I know that the reason you tune into this blog is to get these li'l kibbles 'n bits sagas about my own personal views 'n travails which is why I dish 'em out to you this way! And of course by now you avid biographers would already know about my love for the Droogs, even to the point where they got a cover spot on the twelfth issue of my very own crudzine. Supposedly this was the first time they were featured on the cover of any magazine crud or not, and I gotta say that if in fact this is true then I am really tickled pink about it y'know, having done something RIGHT for once in my born days. Of course the occasion for that particular Droogspiece was the arrival of KINGDOM DAY which for me remains the Droogs' shining moment, their BACK IN THE USA or LOADED and as soon as I dig my copy out I'll jet another review of it your way. But for now at least I have STONE COLD WORLD handy and the way that 'un takes sixties accomplishment and remolds it for eighties ginch tastes remains a classic, and not only that but it lacks the cartoonishness that many of the eighties garage revivalists could have wallowed in at time as well as the precociousness of much of the post-new wave era underground and if anybody could pull it off with elan it was the Droogs.

Ya want me to dribble off a track-by-track analysis of this? Go %#*$ yourself if you do.

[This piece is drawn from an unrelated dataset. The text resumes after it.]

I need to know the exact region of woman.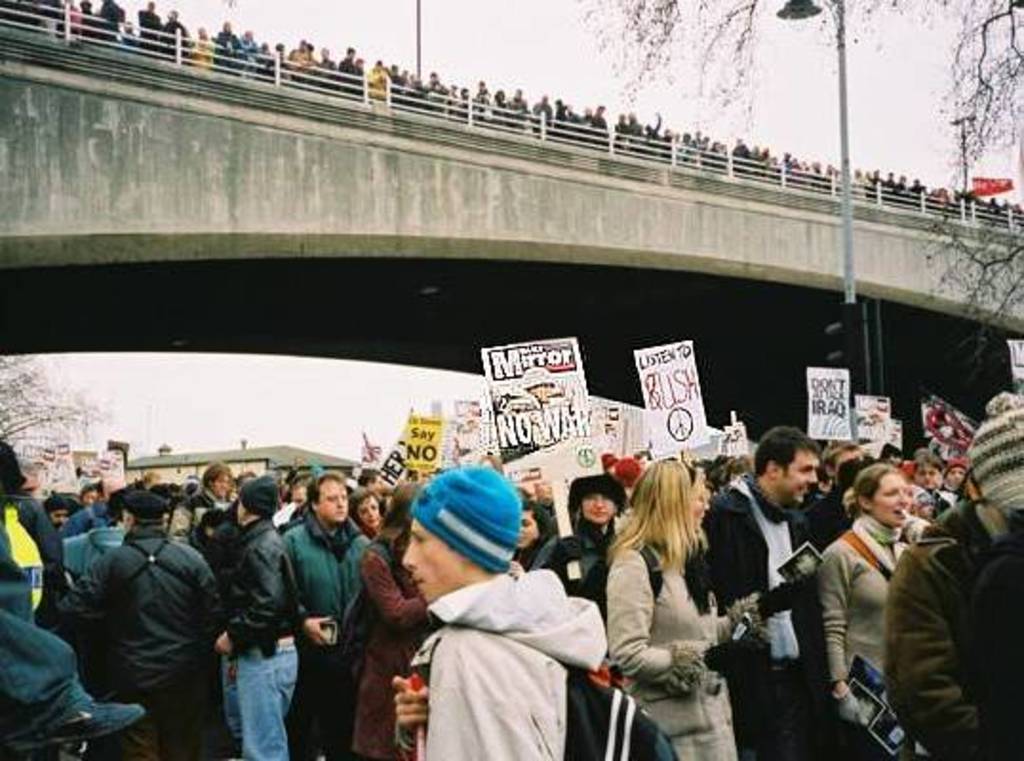
Region: (601, 453, 756, 759).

Elliot Murphy was right about stuff like that makin' rock 'n' roll almost as bad as chemistry class and besides, I'm pecking this out at work and my rekkids are back home so I can't exactly slip it outta the pile to give you a detailed rundown on every shard and minutae to be found, can I? However, I will say that STONE COLD WORLD's a funtime summer classic that suits me the same way SHAKE SOME ACTION and NUGGETS did summer '78 (both of 'em top notch cutout cravings!), especially the way the former re-phased the mid-sixties for the post-Vietnam clime and the latter gave us an inkling of what life was like BEFORE that great shift in planetoidnal balance that wreaked havoc for just about every human on the face of this earth (and if you don't think the current trends in world-wide amorality and barbarism aren't the bitter fruits of the Cataclysm then may I call you part of the problem?). A winner with tracks such as "Set My Love On You" ramming the mid-six-oh basement-recorded single mentality into the midst of El Lay decay the same way the Stooges took Hollywood and stuck a death mirror up against its sagging jowls. Rock w/o the innocence and altruism recorded in a way that evokes the better aspects of an era that exuded such charms.

If that doesn't whet your appetite/whistle, would a cover of the Sonics' "He's Waitin'" do the trick? Yes, this is the album I could only have dreamed of picking up at the flea market, only a good five or so years before it was made!